Monday, August 1, 2011

Monday Morning Mariner: If You Really Miss Going To Sea


You know what I'm doin' when this is over? I'm puttin' into port, I'm gettin' off the ship, I'm puttin' an oar on my shoulder, and I'm startin' inland, and the first time a guy says to me: "What's that on your shoulder?" that's where I'm settlin' for the rest of my life.
-- "Boats" O' Hara, Action in the North Atlantic

To celebrate my return to this blog, here's one for all my mariner readers who have retired, been downsized, or switched to a land job for personal or economic reasons. This material isn't original with me: I first saw some version of this about seventeen years ago, and it no doubt pre-dates that time by several years, if not decades.

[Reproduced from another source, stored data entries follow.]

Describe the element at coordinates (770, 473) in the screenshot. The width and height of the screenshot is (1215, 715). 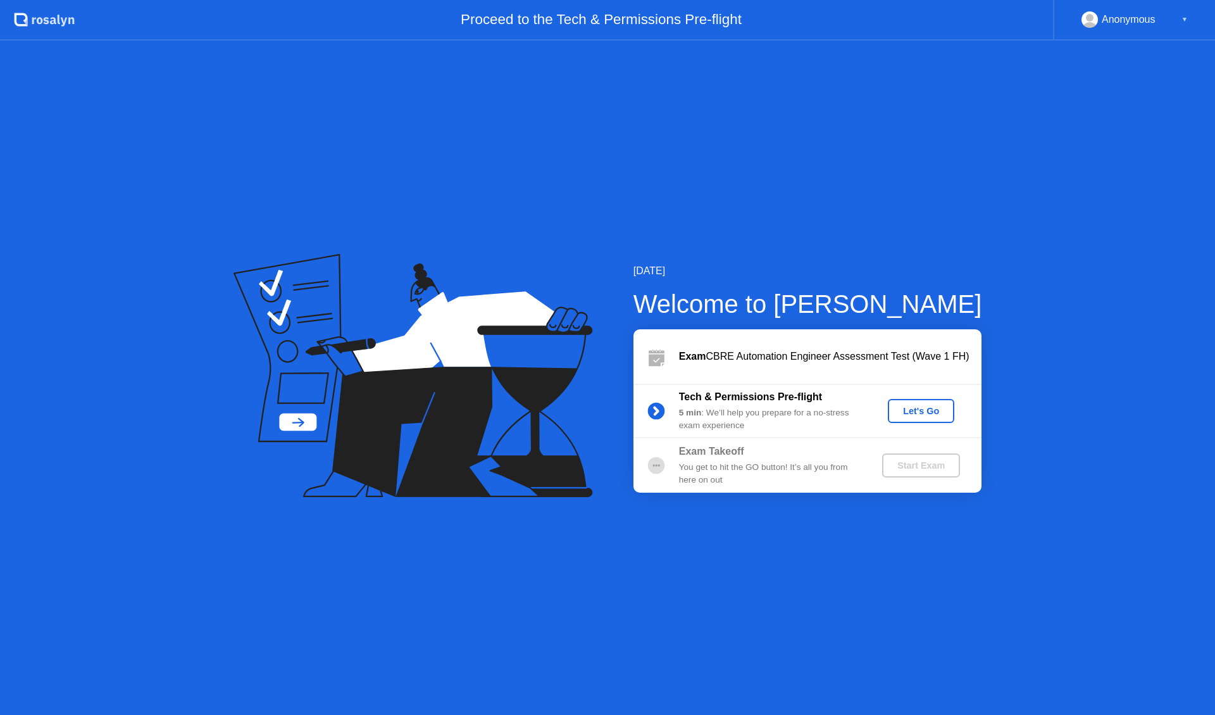
I see `div: You get to hit the GO button! It’s all you from here on out` at that location. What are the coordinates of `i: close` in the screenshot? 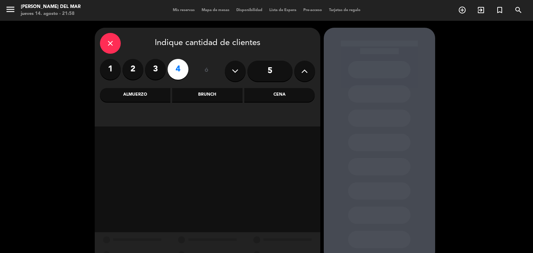 It's located at (110, 43). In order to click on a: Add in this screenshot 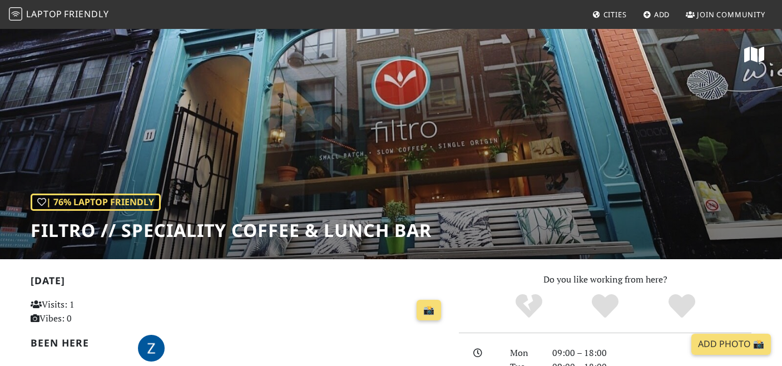, I will do `click(656, 14)`.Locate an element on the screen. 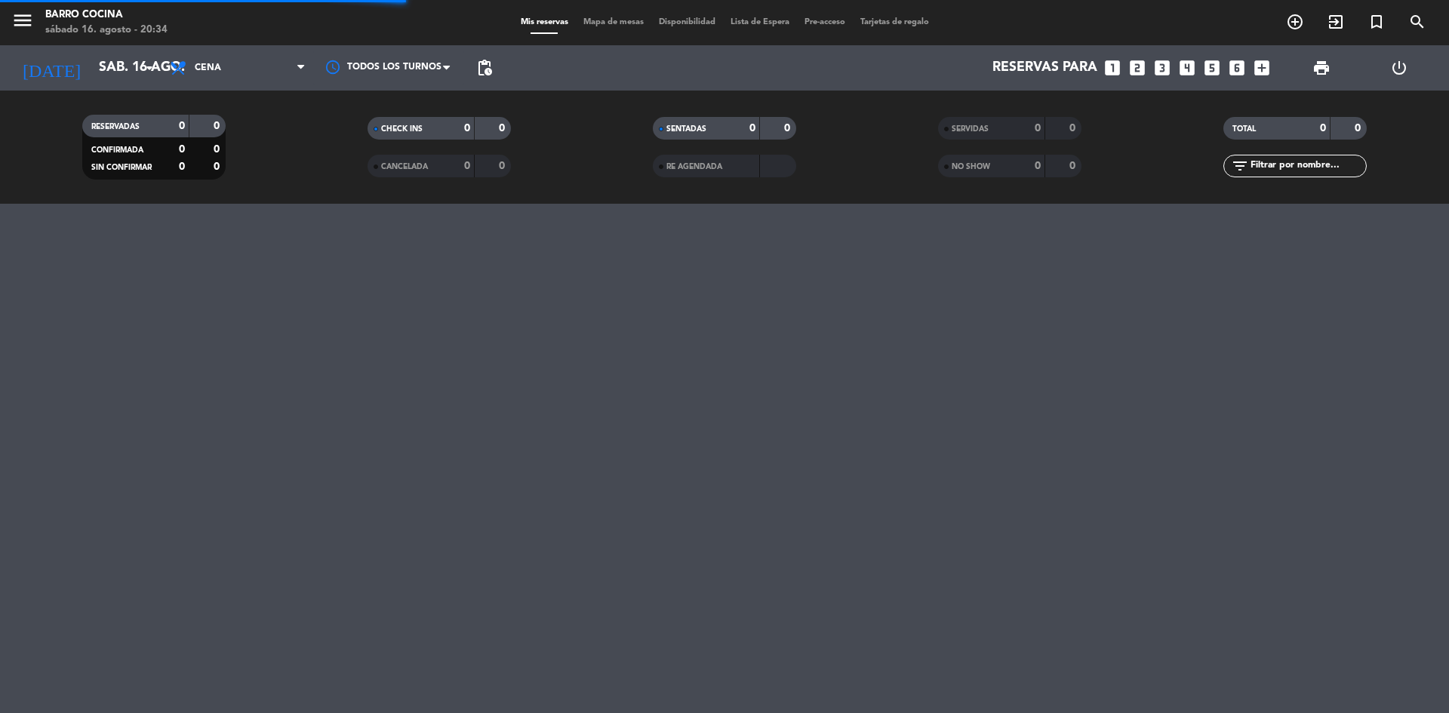 Image resolution: width=1449 pixels, height=713 pixels. span: print is located at coordinates (1321, 68).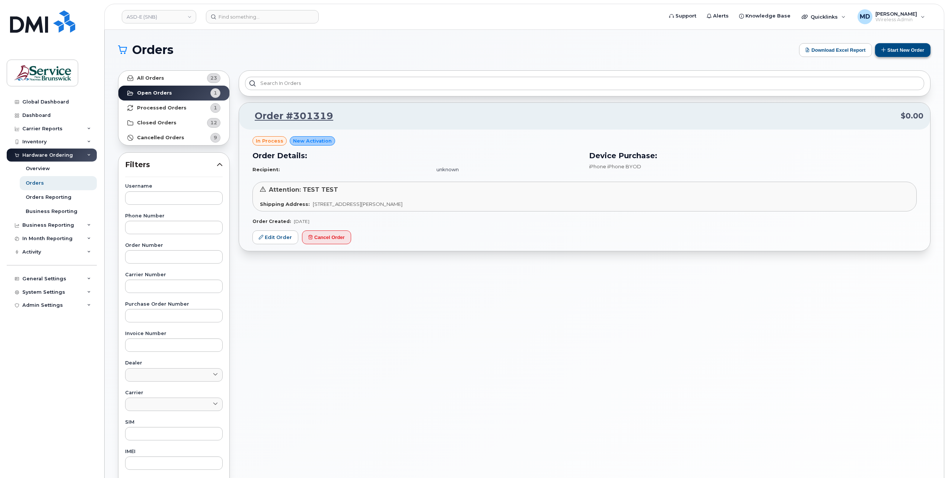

If You Really Miss Going To Sea
  1. Sleep on the shelf in your closet. Replace the closet door with a curtain. Six hours after you go to sleep, have your spouse whip open the curtain, shine a flashlight in your eyes, and mumble "sorry, wrong rack."
  2. Renovate your bathroom. Build a wall across the middle of your bathtub and move the shower head down to chest level. When you take showers, make sure you shut off the water while soaping up.
  3. Every time there's a thunderstorm, go sit in a wobbly rocking chair and rock as hard as you can until you're nauseous.
  4. Put lube oil in your humidifier instead of water and set it to "High."
  5. Leave lawnmower running in your living room six hours a day for proper noise level.
  6. Have the paperboy give you a haircut.
  7. Once a week blow compressed air up through your chimney, making sure the wind carries the soot across and onto your neighbor's house. Laugh at him when he curses you.
  8. Buy a trash compactor and only use it once a week. Store up garbage in the other side of your bathtub.
  9. Wake up every night at midnight and have a peanut butter and jelly sandwich on stale bread, if anything. (Optional: Canned ravioli or cold soup.)
  10. Make up your family menu a week ahead of time without looking in your food cabinets or refrigerator.
  11. Set your alarm clock to go off at random times during the night. When it goes off, jump out of bed and get dressed as fast as you can, then run out into your yard and break out the garden hose.
  12. Once a month take every major appliance completely apart and then put them back together.
  13. Use 18 scoops of coffee per pot and allow it to sit for 5 or 6 hours before drinking.
  14. Invite at least 85 people you don't really like to come and visit for a couple of months.
  15. Have a fluorescent lamp installed on the bottom of your coffee table and lie under it to read books.
  16. Raise the thresholds and lower the top sills on your front and back doors so that you either trip over the threshold or hit your head on the sill every time you pass through one of them.
  17. Lockwire the lugnuts on your car.
  18. When making cakes, prop up one side of the pan while it is baking. Then spread icing really thick on one side to level off the top.
  19. Every so often, throw your cat into the swimming pool, shout "Man overboard, ship recovery!", run into the kitchen and sweep all the pots/pans/dishes off of the counter onto the floor, then yell at your spouse for not having the place "stowed for sea."
  20. Put on the headphones from your stereo (don't plug them in). Go and stand in front of your stove. Say (to nobody in particular) "Stove manned and ready." Stand there for 3 or 4 minutes. Say (once again to nobody in particular) "Stove secured." Roll up the headphone cord and put them away.
I first saw a list like this one shortly after I started working on ships. The first time I read it, it was a photocopy of a photocopy of a type-written piece of paper, then it was an email Forward, then an HTML document. The technology to spread it has changed, but the basic reality of this list hasn't really changed much since I first saw it. Maybe we should add an item like: "Go online and print out a random certificate of some kind. Add an $800 charge to your credit card. File the certificate away in the thickest 3-ring binder you can find. Repeat in five years."